Abstract: Early detection of crop diseases is a critical requirement for ensuring agricultural productivity, food security, and economic stability for farmers. Crop diseases caused by fungi, bacteria, viruses, and pests often spread rapidly and remain unnoticed during their initial stages, leading to severe yield loss and financial damage. Traditional crop disease detection methods rely on manual inspection by farmers or agricultural experts, which is time-consuming, subjective, and often inaccurate due to human limitations and environmental variations. Moreover, expert support is not always accessible to farmers in rural and remote areas. With the rapid advancement of machine learning and image processing technologies, automated crop disease detection systems have gained significant attention in recent years.

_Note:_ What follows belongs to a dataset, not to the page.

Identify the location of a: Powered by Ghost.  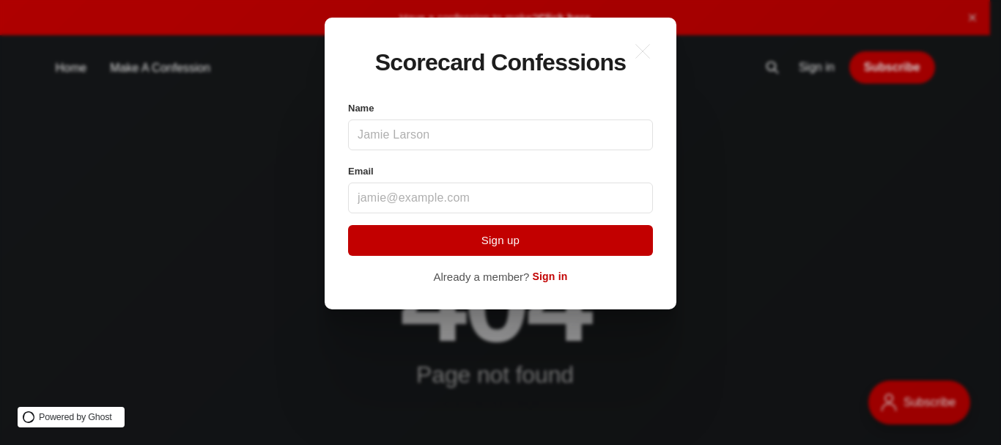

Leaf images contain rich visual information such as color variation, texture patterns, and shape irregularities that can be effectively analyzed using computer vision techniques. This paper presents an automated crop disease detection framework using machine learning and image processing techniques to identify plant diseases at an early stage. The proposed system involves image preprocessing, feature extraction, and classification using both traditional machine learning algorithms and deep learning models. The system aims to reduce crop loss, minimize excessive pesticide usage, and assist farmers in making timely and informed decisions. Experimental evaluation demonstrates that the proposed approach achieves improved accuracy and reliability, making it suitable for real-world agricultural applications.